Lenovo: why the world’s biggest PC maker isn’t really a PC company any more

Lenovo is an anomaly in the PC space. While the market as a whole has struggled with declining growth, the Chinese tech giant has grown both its sales and marketshare. In fact, according to the latest stats from Gartner, Lenovo now owns nearly 20% of the global PC market.

It’s managed to get to that position through a combination of smart acquisitions (most notably IBM’s PC division), improvements in the quality of its products, and applying the lessons from its Chinese growth to other emerging markets.

Despite that, and despite the fact that PC sales still account for 64% of its revenue, it’s no longer really fair to call Lenovo a PC company.

Going mobile

The most obvious area in which Lenovo has diversified from PCs is in the tablet and smartphone space. As well as as its own brand devices, it owns Motorola, having taken it off Google’s hands in 2014.

Neither brand has received all that much play in the Western tech press since the acquisition but sales of both have seen it catapult into third place in global smartphone shipments.

It’s still some way behind Samsung and Apple, but its marketshare is growing and it may well start eating into their slice of the pie.

Its approach on that front is actually pretty interesting. Rather than consolidating the brands, Lenovo plans to keep both separate.

Motorola is there primarily for branding purposes and, according to Lenovo’s president for the EMEA region Eric Cador, most Western countries will only receive Motorola devices. It’s a familiar brand and has a lot more clout in those markets than Lenovo would on its own.

Cador also confirmed that the popular Motomaker feature, which allows you to customise your device before sale will also be rolled out in a number of markets.

In emerging markets, both brands are expected to ship — especially in countries where Motorola previously had some kind of a footprint.

In many ways, it’s a similar approach to the one it used so successfully in the PC space. And it’s starting to bear dividends too. Lenovo’s latest results indicate that 43% of its income in the EMEA region was non-PC.
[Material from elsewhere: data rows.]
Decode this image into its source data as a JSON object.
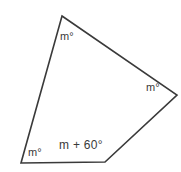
{
  "figure": {
    "name": "quadrilateral-angle-diagram",
    "shape": "quadrilateral",
    "stroke_color": "#3a3a3a",
    "fill_color": "#ffffff",
    "background_color": "#ffffff",
    "vertices": [
      {
        "id": "top",
        "x": 62,
        "y": 16
      },
      {
        "id": "right",
        "x": 177,
        "y": 95
      },
      {
        "id": "bottom-right",
        "x": 105,
        "y": 162
      },
      {
        "id": "bottom-left",
        "x": 21,
        "y": 163
      }
    ],
    "labels": {
      "top_angle": "m°",
      "right_angle": "m°",
      "bottom_left_angle": "m°",
      "bottom_edge_angle": "m + 60°"
    }
  }
}
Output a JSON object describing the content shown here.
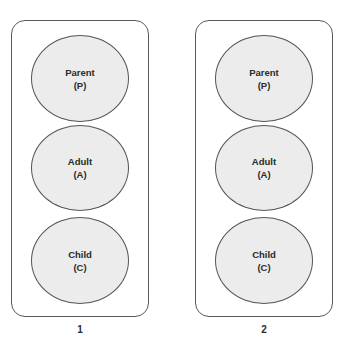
{
  "diagram": {
    "panels": [
      {
        "caption": "1",
        "states": [
          {
            "name": "Parent",
            "abbr": "(P)"
          },
          {
            "name": "Adult",
            "abbr": "(A)"
          },
          {
            "name": "Child",
            "abbr": "(C)"
          }
        ]
      },
      {
        "caption": "2",
        "states": [
          {
            "name": "Parent",
            "abbr": "(P)"
          },
          {
            "name": "Adult",
            "abbr": "(A)"
          },
          {
            "name": "Child",
            "abbr": "(C)"
          }
        ]
      }
    ],
    "colors": {
      "circle_fill": "#ececec",
      "stroke": "#555555",
      "text": "#2a2a2a"
    }
  }
}
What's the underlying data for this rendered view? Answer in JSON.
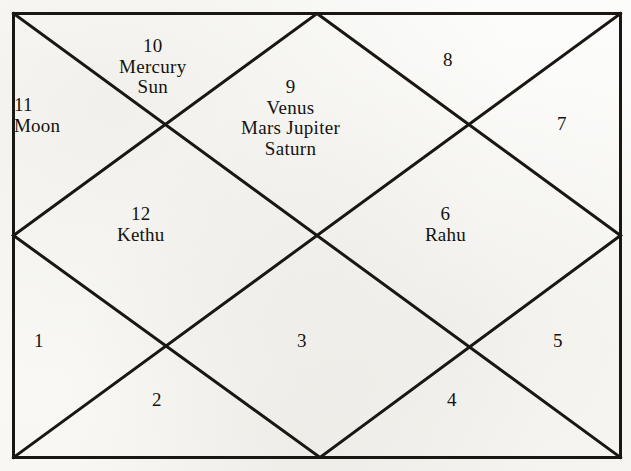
{
  "chart": {
    "type": "north-indian-vedic-birth-chart",
    "title": "",
    "background_color": "#fdfdfb",
    "line_color": "#1a1713",
    "text_color": "#15130f",
    "frame": {
      "x": 13,
      "y": 13,
      "width": 607,
      "height": 444
    },
    "houses": [
      {
        "number": "1",
        "planets": []
      },
      {
        "number": "2",
        "planets": []
      },
      {
        "number": "3",
        "planets": []
      },
      {
        "number": "4",
        "planets": []
      },
      {
        "number": "5",
        "planets": []
      },
      {
        "number": "6",
        "planets": [
          "Rahu"
        ]
      },
      {
        "number": "7",
        "planets": []
      },
      {
        "number": "8",
        "planets": []
      },
      {
        "number": "9",
        "planets": [
          "Venus",
          "Mars  Jupiter",
          "Saturn"
        ]
      },
      {
        "number": "10",
        "planets": [
          "Mercury",
          "Sun"
        ]
      },
      {
        "number": "11",
        "planets": [
          "Moon"
        ]
      },
      {
        "number": "12",
        "planets": [
          "Kethu"
        ]
      }
    ]
  }
}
Of course, that figure also includes tablets. In that space too, Lenovo sits in third place. And while its efforts haven’t always been popular with reviewers, it is at least innovating with features like round grips-cum-kickstands and built-in projectors.

Head in the clouds

Lenovo also has some fairly big plans for the cloud, enterprise and server space. Thanks largely to its 2014 acquisition of IBM’s x86 server business. Right now it’s a very small part of its business and its some way behind even its Chinese competitors (such as Huawei), but the space as a whole is growing and if Lenovo can gain the trust of users outside China — something its consumer products will undoubtedly help with — then it stands to gain massively.

In fact, that interplay between its consumer and business products speaks to the kind of company Lenovo is trying to become.

According to Tong Fuyao, head of Lenovo China, the Chinese tech giant is transforming from a hardware company to a hardware, software and cloud services company.

Rather than just having customers buy a device and move on, the plan is to get customers into an ecosystem which is as intuitive to them as it is to the third-party software companies Lenovo works with. If you’ve ever bought anything from a certain Cupertino-based company, this will sound familiar to you. Heck, it’s even got a similarly detail-oriented approach to its retail stores.

“We have a huge investment in our other sectors, including IT support,” Fuyo told a media roundtable in Beijing. “We try to view ourselves as part of the ecosystem with our third party software providers. Importantly, we’re trying to provide our customers with a total solution.”

Now, make no mistake, there’s still a long way to go before Lenovo attracts the kind of devoted fandom that Apple does, but if it can match its formula in the PC space with more smart acquisitions in the other areas of its business, then it’ll certainly be on the right path.

Also, unlike many of the companies trying to adopt the same model, it’s got major home-ground advantage when in China — the market everyone else is chasing.